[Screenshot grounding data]
►

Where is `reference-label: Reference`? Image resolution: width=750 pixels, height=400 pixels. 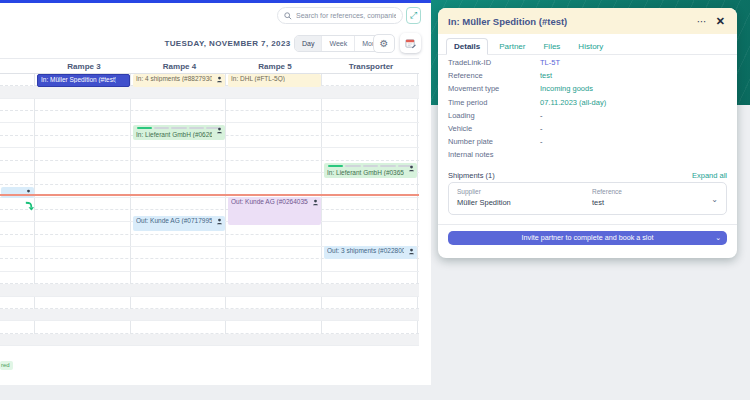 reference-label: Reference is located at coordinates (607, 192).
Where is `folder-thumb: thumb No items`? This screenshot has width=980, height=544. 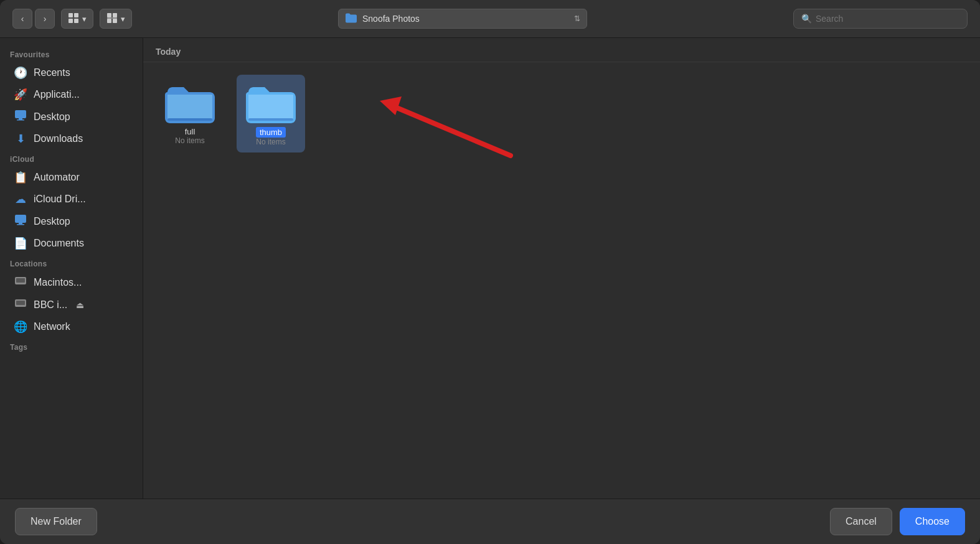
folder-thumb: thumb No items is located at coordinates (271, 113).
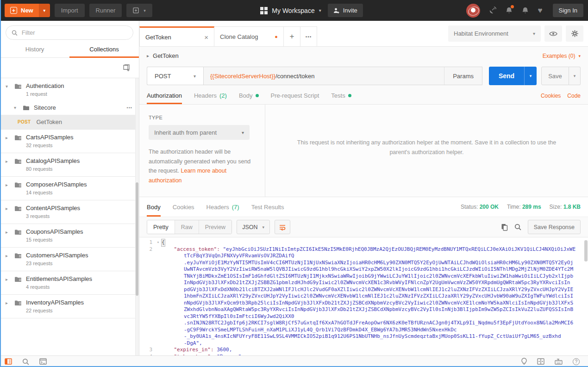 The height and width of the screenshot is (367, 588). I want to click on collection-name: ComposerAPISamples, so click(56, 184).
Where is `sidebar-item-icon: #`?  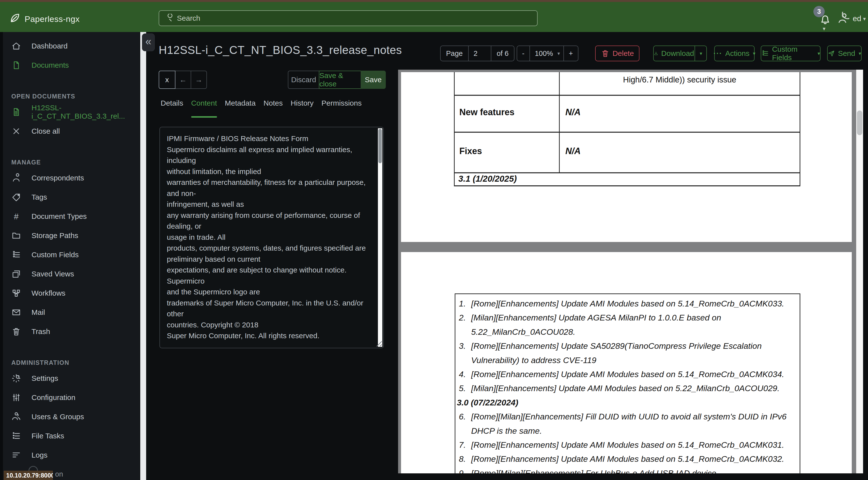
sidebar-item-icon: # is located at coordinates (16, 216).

◄

▶ **Brief**:
Starting with the line that contains "has width=980, height=544.", repeat each line exactly through the last line of the data above, and nothing more; the pictures stay out.

▶ **Exercise output**:
Where is `folder-thumb: thumb No items`? This screenshot has width=980, height=544. 
folder-thumb: thumb No items is located at coordinates (271, 113).
 The height and width of the screenshot is (367, 588). I want to click on collection-name: ComposerAPISamples, so click(56, 184).
Where is `sidebar-item-icon: #`?  
sidebar-item-icon: # is located at coordinates (16, 216).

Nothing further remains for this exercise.